December 5th, 2012
Headsman
On a summer’s day in 1991, Richard Stokley and Randy Brazeal picked up two 13-year-old girls from a fair in Cochise County, Arizona and drove them to the desert. There they raped them, then stomped, strangled and stabbed the two to death and dumped their naked bodies in a flooded mineshaft.
Today, Richard Stokley is set to bewas executed for that double homicide.
His accomplice Randy Brazeal is a free man living in Arkansas.
And little but the chance progress of justice and the human judgment calls that officers of the court make every day will distinguish the fate of two men, even though their trial judge has said that he “didn’t have a feeling that one was less culpable than the other.”

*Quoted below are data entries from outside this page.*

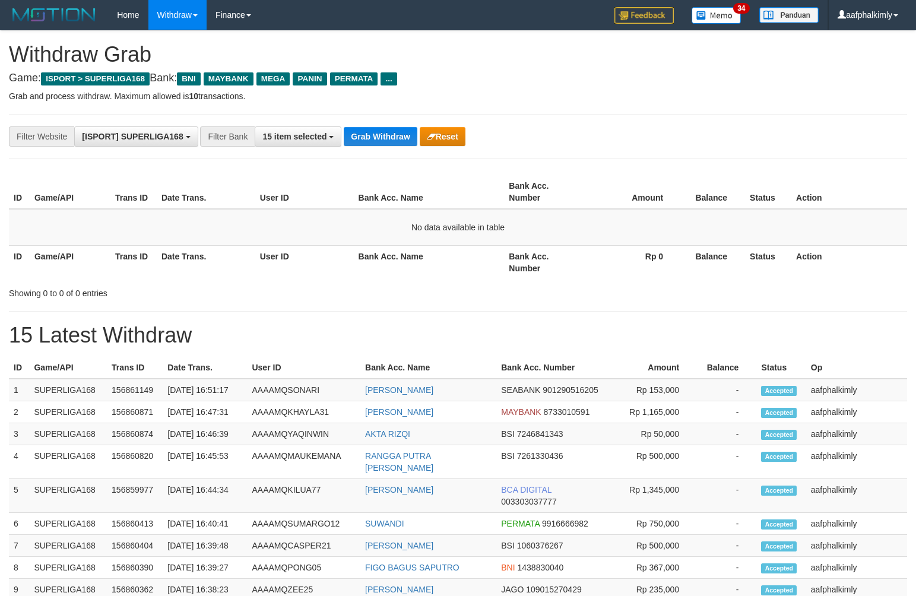 This screenshot has width=916, height=596. I want to click on span: JAGO, so click(512, 589).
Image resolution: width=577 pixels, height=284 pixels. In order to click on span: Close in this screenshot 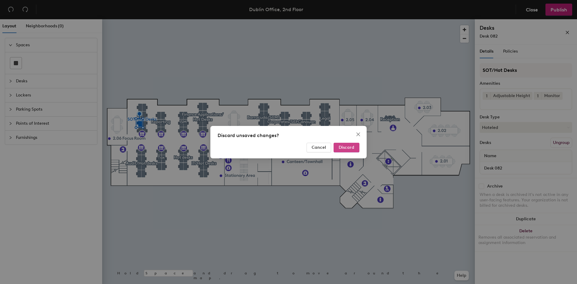, I will do `click(358, 134)`.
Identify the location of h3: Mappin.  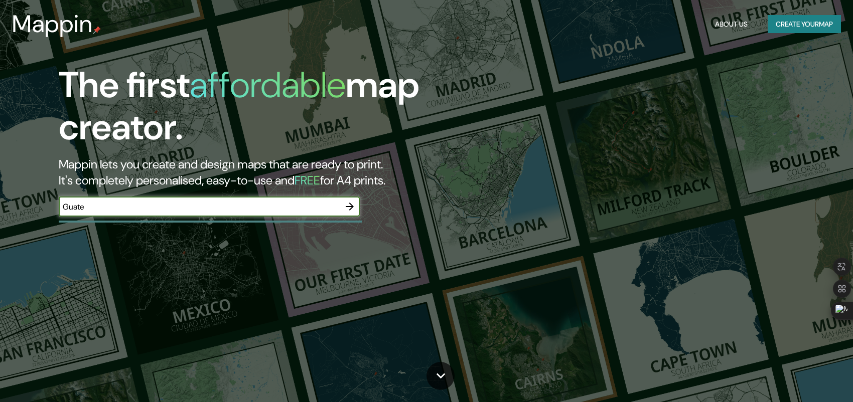
(52, 24).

Brazeal, a 19-year-old troublemaker new to the area, and Stokley, a local brute twice his age, would spin different stories about exactly what happened in the desert that night to Mandy Meyers and Mary Snyder: about how the attacks began, and who particpated in what.
Long story short: Stokley’s version had both men as full participants, raping at least one girl apiece and each strangling a different victim. Brazeal’s version had him basically just giving people a ride and Stokley committing the crimes. (It’s not clear whether the victims were abducted from the fair, or went along willingly only to be attacked later.)
Forensic DNA testing was only just emerging in 1991, and it required months to process … months that the state did not have before Brazeal’s murder trial was set to begin. Even then, the state’s attorney worried that “the status of the law is in some question as to whether the DNA evidence would be admissible.”
This uncertainty set the parameters for a plea deal in which prosecutors took the guaranteed conviction and Brazeal dodged the needle. He was released in 2011 after serving concurrent 20-year sentences for second-degree murder.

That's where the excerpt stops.